Salary: The salary scale for this position is $62,000 - $80,000 based on the LAJC salary scale, upward 12% cost-of-living adjustment is available for positions based in Falls Church. Placement on the range will be based on factors such as years of relevant experience, budget, and internal equity. To allow for salary growth within the position over time, the anticipated hiring range for this position is between the beginning to the middle of the range ($62,000 - $71,000).
Benefits: Our mission is compelling, and our team members are passionate about their work, and so we recognize the need to provide generous benefits and encourage rest and a healthy work environment. For example, we provide:
Generous paid time off every year, including 3 to 6 weeks of vacation, 12 days of health leave, 6 weeks parental leave, and 14 holidays (not including bonus holidays/rest days allocated as needed)
100% employer paid health, dental, and vision insurance, plus excellent family insurance with annual max of $2,400 premium contribution to LAJC-sponsored health plan.

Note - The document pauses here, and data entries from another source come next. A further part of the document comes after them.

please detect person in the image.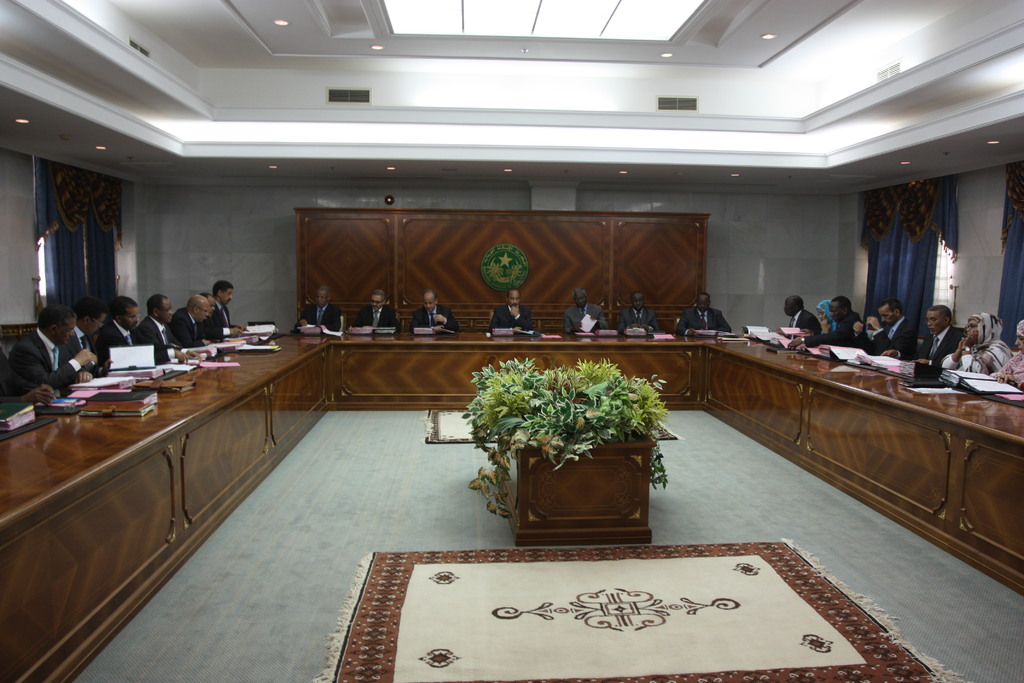
box=[929, 308, 1014, 377].
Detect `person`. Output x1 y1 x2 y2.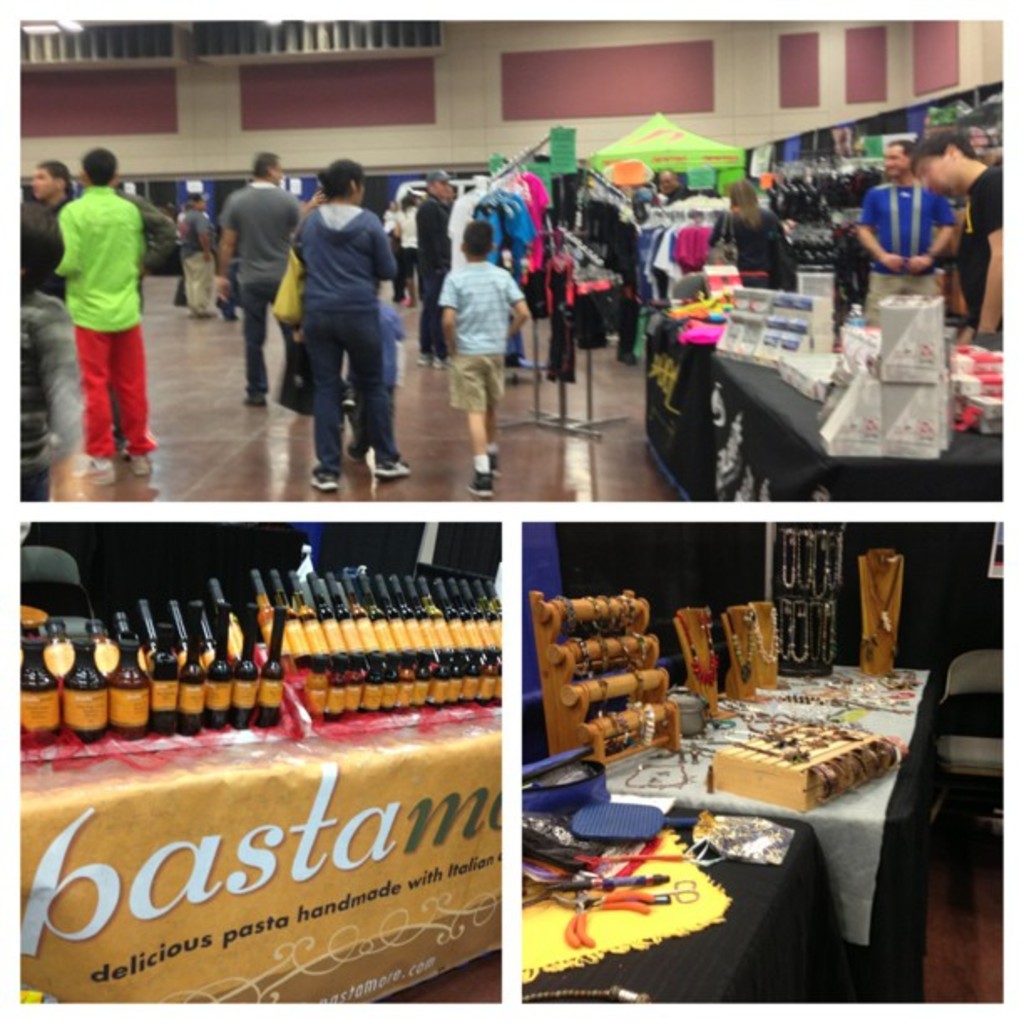
711 179 796 293.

403(b) retirement plan with 4% employer contribution (no required match) Strong commitment to professional development
Relocation package
Vaccination Requirement: The Legal Aid Justice Center requires all employees to be fully vaccinated against COVID-19 or have an approved medical or religious exemption as a qualification of employment. Proof of vaccination or accommodation request must be provided within one day of employment.
The Legal Aid Justice Center is an equal opportunity employer, committed to inclusive hiring and dedicated to diversity in our work and staff. We strongly encourage candidates of all identities, experiences, and communities to apply. The Legal Aid Justice Center is committed to strengthening the voices of our low-income clients, working in collaboration with community partners, and rooting out the inequities that keep people in poverty. We strive to take on the issues that have broad impact on our client communities and to be responsive to client input. Recognizing the particular impact of racism on our clients and staff, we devote special attention to dismantling racial injustice. All applicants must be dedicated to working in and sustaining an environment that enables staff and clients to feel empowered, valued, respected, and safe. In reviewing applications, we look for evidence that applicants have experience and/or thoughtfulness in working with traditionally marginalized populations.
Application Deadline: February 29, 2024. We accept applications on a rolling basis and encourage candidates to apply as soon as possible.
Application Instructions: Complete the online application which may require a cover letter, resume, relevant writing sample, and contact information for three references. You can direct the cover letter to the hiring manager, Rohmah Javed at [email protected]. Please note, we will not contact references without advance consent from candidates.